Author: | Thomas Phillips | ISBN: | 9783981609332 |
Publisher: | Zagava eBuch für Bücherwelten | Publication: | September 3, 2014 |
Imprint: | Zagava eBuch für Bücherwelten | Language: | English |
Author: | Thomas Phillips |
ISBN: | 9783981609332 |
Publisher: | Zagava eBuch für Bücherwelten |
Publication: | September 3, 2014 |
Imprint: | Zagava eBuch für Bücherwelten |
Language: | English |
Like its precursor, The Light is Alone, Malingerer is what might be called a discursive inverted cross. On one level, it aims to exhibit various manifestations of Satanic practice because, quite simply, the latter's representation in the horror genre offers a perverse but delectable pleasure; the liminality of horror always entails an element of fun. And yet the collection is also devoted to perpetrating a kind of violence against those evils that are distinctly unpleasant, specifically the Luciferian nature of religious and political fundamentalisms, abominations of conscience. Hence Malingerer's alignment with the aesthetic diabolism of Lovecraft's powerful oeuvre, among those of other esteemed writers and thinkers, while it carefully critiques and collapses the convoluted bigotry that, for better and most certainly for worse, found such sublime, unholy expression in the picturesque city of Providence.
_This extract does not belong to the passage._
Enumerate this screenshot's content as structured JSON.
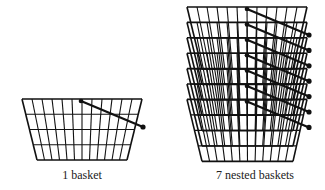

Like its precursor, The Light is Alone, Malingerer is what might be called a discursive inverted cross. On one level, it aims to exhibit various manifestations of Satanic practice because, quite simply, the latter's representation in the horror genre offers a perverse but delectable pleasure; the liminality of horror always entails an element of fun. And yet the collection is also devoted to perpetrating a kind of violence against those evils that are distinctly unpleasant, specifically the Luciferian nature of religious and political fundamentalisms, abominations of conscience. Hence Malingerer's alignment with the aesthetic diabolism of Lovecraft's powerful oeuvre, among those of other esteemed writers and thinkers, while it carefully critiques and collapses the convoluted bigotry that, for better and most certainly for worse, found such sublime, unholy expression in the picturesque city of Providence.